Established in 2011 by the Pharm­Access Foundation, the Mister Sister mobile clinic programme currently has five mobile clinics.

It was established to provide primary healthcare services by using vehicles converted into mobile clinics that visit remote and underserved communities on a monthly basis.

Following six years of successful piloting and operation, the PharmAccess initiative was recently handed to its long-term partners, Healthworks.

The handover is in line with the PharmAccess Foundation’s strategy of piloting and scaling innovative new healthcare solutions once viability has been demonstrated, and the foundations for successful scaling have been laid.

“We are delighted to be given the opportunity to continue the excellent work done from inception to date by the Mister Sister programme under the tutelage of PharmAccess,” said Healthworks CEO Peter van Wyk.

“We are looking forward to fully engage with the support companies and partners of the Mister Sister programme, and hope for meaningful dialogue with all partners involved to strive for the excellent benchmark already set,” he noted.

The mobile clinic services are provided through a unique public-private partnership with the Ministry of Health and Social Services (MoHSS), supported by local Namibian partners such as Namibia Medical Care (NMC).

The core target groups of the five Mister Sister mobile clinics are formal sector employees and their dependants, poor communities, pensioners, orphans and vulnerable children all over Namibia. Equipped with skilled nurses, as well as modern on-board testing facilities and medicines, the mobile clinics provide medical health checks and treatments, all in line with MoHSS national primary healthcare treatment protocols and guidelines.

The main health services provided include pregnancy testing and routine ante- and post-natal care, family planning advice, routine immunisations, child care and health monitoring.

“In case patients need to be referred for further treatment, an agreement with MoHSS is in place for referrals to public health facilities.
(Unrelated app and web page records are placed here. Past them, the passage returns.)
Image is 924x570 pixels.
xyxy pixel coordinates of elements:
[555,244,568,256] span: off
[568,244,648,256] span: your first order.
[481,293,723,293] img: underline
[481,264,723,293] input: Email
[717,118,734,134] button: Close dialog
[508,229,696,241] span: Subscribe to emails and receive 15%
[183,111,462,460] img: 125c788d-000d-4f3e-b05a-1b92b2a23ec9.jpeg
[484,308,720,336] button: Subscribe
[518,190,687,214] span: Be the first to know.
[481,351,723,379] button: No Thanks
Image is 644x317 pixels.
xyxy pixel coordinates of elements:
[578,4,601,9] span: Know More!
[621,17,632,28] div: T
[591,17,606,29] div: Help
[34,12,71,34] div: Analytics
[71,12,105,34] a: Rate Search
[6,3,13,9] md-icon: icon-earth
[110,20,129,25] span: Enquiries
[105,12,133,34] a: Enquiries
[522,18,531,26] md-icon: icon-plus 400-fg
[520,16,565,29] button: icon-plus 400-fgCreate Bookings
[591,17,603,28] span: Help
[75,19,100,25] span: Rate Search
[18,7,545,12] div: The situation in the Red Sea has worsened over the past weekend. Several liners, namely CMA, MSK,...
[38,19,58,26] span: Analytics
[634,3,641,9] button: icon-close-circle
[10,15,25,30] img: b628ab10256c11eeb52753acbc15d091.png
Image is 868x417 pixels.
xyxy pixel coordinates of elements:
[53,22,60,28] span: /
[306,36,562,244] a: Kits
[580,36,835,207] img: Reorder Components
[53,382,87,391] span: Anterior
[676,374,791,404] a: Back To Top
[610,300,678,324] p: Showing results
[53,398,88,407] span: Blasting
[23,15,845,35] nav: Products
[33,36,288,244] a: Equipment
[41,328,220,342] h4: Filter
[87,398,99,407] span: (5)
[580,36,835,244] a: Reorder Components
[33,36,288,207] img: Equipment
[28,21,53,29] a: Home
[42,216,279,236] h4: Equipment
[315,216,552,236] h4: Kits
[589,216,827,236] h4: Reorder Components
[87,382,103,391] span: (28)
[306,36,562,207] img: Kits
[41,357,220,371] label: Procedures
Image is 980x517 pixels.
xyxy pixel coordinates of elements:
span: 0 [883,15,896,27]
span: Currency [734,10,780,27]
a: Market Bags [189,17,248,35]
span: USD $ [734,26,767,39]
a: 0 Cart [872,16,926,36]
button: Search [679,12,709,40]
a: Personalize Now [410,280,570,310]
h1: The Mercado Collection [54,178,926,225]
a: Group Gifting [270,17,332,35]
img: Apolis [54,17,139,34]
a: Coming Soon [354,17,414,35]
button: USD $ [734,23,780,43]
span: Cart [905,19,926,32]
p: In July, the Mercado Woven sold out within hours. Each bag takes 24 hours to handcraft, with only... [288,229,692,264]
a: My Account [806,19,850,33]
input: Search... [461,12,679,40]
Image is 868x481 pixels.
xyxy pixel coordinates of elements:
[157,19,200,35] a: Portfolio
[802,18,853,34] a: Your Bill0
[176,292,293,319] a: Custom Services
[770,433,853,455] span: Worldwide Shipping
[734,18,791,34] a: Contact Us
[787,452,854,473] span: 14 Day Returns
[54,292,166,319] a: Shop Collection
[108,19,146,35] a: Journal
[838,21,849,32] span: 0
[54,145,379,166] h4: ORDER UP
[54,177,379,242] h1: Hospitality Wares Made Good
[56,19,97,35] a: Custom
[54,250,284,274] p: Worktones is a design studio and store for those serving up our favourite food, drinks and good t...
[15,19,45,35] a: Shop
The clinics also provide for the collection and delivery of chronic medication, and follow-ups for chronic conditions,” a statement by Healthworks reads.

The mobile clinics could be contracted to provide regular primary healthcare services at workplaces at an affordable cost.

“Additionally, corporates can contract Mister Sister to provide services to communities or specific target groups, as part of their corporate social investment programmes and policies,” Healthworks stated.